Coles

Loading Inventory...
A Woman's Place Is the Brewhouse: Forgotten History of Alewives, Brewsters, Witches, and CEOsA Woman's Place Is the Brewhouse: Forgotten History of Alewives, Brewsters, Witches, and CEOsA Woman's Place Is the Brewhouse: Forgotten History of Alewives, Brewsters, Witches, and CEOs

A Woman's Place Is the Brewhouse: Forgotten History of Alewives, Brewsters, Witches, and CEOs in Grande Prairie, AB

Current price: $12.99
Get it at ColesVisit retailer's website
A Woman's Place Is the Brewhouse: Forgotten History of Alewives, Brewsters, Witches, and CEOs

Coles

A Woman's Place Is the Brewhouse: Forgotten History of Alewives, Brewsters, Witches, and CEOs in Grande Prairie, AB

Current price: $12.99
Loading Inventory...

Size: Kobo eBook (2021 A)

*Product information and pricing may vary - to confirm current pricing, availability, shipping, and return information please contact Coles.
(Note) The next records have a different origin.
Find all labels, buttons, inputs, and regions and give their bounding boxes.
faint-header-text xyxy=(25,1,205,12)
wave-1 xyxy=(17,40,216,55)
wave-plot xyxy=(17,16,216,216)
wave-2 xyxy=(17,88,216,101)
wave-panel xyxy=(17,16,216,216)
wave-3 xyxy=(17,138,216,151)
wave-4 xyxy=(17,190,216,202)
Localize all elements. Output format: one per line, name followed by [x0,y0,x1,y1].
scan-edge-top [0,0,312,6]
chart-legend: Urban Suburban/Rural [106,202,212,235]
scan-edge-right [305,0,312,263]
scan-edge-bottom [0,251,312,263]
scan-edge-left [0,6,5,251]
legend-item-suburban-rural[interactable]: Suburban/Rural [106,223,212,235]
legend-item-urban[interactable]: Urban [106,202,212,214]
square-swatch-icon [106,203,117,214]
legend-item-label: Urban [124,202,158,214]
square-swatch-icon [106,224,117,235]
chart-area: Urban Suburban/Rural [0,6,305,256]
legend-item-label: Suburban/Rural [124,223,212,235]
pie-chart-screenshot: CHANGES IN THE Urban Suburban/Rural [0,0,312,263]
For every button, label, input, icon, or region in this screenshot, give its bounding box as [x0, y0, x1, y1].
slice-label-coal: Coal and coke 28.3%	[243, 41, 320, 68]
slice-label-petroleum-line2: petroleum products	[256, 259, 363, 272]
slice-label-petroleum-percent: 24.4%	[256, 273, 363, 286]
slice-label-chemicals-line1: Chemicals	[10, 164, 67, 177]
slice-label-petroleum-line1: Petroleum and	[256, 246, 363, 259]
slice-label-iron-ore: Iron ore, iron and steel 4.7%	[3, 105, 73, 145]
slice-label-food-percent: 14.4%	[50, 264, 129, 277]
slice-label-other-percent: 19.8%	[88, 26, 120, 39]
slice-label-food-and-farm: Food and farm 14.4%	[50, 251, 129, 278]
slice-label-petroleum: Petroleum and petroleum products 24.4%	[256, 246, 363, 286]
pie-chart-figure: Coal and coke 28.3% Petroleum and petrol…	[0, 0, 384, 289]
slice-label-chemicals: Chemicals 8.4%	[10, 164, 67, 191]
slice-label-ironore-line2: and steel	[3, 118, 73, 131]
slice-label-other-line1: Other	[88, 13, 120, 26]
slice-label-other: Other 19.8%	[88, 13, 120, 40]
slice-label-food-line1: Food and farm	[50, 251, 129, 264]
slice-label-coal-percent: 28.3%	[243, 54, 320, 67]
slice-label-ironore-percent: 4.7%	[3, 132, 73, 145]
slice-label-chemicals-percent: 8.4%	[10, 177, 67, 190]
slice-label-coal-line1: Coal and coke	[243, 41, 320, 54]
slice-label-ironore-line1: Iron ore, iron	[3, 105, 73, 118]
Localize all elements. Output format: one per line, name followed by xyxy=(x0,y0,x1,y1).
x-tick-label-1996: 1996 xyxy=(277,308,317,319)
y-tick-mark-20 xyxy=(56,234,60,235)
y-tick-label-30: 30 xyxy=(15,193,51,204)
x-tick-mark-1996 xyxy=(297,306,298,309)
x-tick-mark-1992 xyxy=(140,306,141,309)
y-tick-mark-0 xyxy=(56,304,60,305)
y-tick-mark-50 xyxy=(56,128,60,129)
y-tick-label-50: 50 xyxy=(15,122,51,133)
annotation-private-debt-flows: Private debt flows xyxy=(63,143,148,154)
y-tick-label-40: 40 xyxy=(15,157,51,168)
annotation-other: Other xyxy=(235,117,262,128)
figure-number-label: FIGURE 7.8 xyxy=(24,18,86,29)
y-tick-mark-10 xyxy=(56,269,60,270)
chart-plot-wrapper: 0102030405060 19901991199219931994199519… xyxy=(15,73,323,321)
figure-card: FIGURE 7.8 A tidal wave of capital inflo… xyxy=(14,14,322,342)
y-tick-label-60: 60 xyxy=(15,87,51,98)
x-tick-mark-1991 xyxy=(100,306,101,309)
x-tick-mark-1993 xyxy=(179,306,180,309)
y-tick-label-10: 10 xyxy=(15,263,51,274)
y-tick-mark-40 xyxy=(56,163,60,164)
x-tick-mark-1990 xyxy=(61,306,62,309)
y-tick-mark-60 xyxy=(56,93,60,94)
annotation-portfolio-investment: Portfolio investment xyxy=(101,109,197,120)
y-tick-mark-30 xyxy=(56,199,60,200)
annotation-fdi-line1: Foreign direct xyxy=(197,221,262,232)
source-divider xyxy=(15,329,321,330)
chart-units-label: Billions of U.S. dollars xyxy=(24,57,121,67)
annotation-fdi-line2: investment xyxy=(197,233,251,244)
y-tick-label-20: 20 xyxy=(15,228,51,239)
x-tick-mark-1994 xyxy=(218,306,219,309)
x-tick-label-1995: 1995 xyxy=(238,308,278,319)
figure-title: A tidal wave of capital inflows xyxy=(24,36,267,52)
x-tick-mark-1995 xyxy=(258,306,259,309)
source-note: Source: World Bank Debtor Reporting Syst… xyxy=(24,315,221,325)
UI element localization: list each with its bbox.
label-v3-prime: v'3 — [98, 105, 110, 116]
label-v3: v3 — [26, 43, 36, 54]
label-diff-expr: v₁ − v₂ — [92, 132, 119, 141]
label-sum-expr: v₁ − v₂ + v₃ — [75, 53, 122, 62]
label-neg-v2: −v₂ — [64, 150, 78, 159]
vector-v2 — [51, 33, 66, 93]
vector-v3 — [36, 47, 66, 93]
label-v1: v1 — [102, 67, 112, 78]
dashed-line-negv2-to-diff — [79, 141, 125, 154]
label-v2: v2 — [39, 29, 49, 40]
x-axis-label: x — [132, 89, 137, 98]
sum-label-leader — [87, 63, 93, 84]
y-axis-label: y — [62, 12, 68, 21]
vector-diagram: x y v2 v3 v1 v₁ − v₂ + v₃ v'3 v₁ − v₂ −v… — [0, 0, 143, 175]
In the event of a pricing discrepancy, the retailer's price will apply.
• North American Guild of Beer Writers Best Book 2022 Dismiss the stereotype of the bearded brewer. It’s women, not men, who’ve brewed beer throughout most of human history. Their role as family and village brewer lasted for hundreds of thousands of years—through the earliest days of Mesopotamian civilization, the reign of Cleopatra, the witch trials of early modern Europe, and the settling of colonial America. A Woman’s Place Is in the Brewhouse celebrates the contributions and influence of female brewers and explores the forces that have erased them from the brewing world.   It’s a history that’s simultaneously inspiring and demeaning. Wherever and whenever the cottage brewing industry has grown profitable, politics, religion, and capitalism have grown greedy. On a macro scale, men have repeatedly seized control and forced women out of the business. Other times, women have simply lost the minimal independence, respect, and economic power brewing brought them.   But there are more breweries now than at any time in American history and today women serve as founder, CEO, or head brewer at more than one thousand of them. As women continue to work hard for equal treatment and recognition in the industry, author Tara Nurin shows readers that women have been—and are once again becoming—relevant in the brewing world.
• North American Guild of Beer Writers Best Book 2022 Dismiss the stereotype of the bearded brewer. It’s women, not men, who’ve brewed beer throughout most of human history. Their role as family and village brewer lasted for hundreds of thousands of years—through the earliest days of Mesopotamian civilization, the reign of Cleopatra, the witch trials of early modern Europe, and the settling of colonial America. A Woman’s Place Is in the Brewhouse celebrates the contributions and influence of female brewers and explores the forces that have erased them from the brewing world.   It’s a history that’s simultaneously inspiring and demeaning. Wherever and whenever the cottage brewing industry has grown profitable, politics, religion, and capitalism have grown greedy. On a macro scale, men have repeatedly seized control and forced women out of the business. Other times, women have simply lost the minimal independence, respect, and economic power brewing brought them.   But there are more breweries now than at any time in American history and today women serve as founder, CEO, or head brewer at more than one thousand of them. As women continue to work hard for equal treatment and recognition in the industry, author Tara Nurin shows readers that women have been—and are once again becoming—relevant in the brewing world.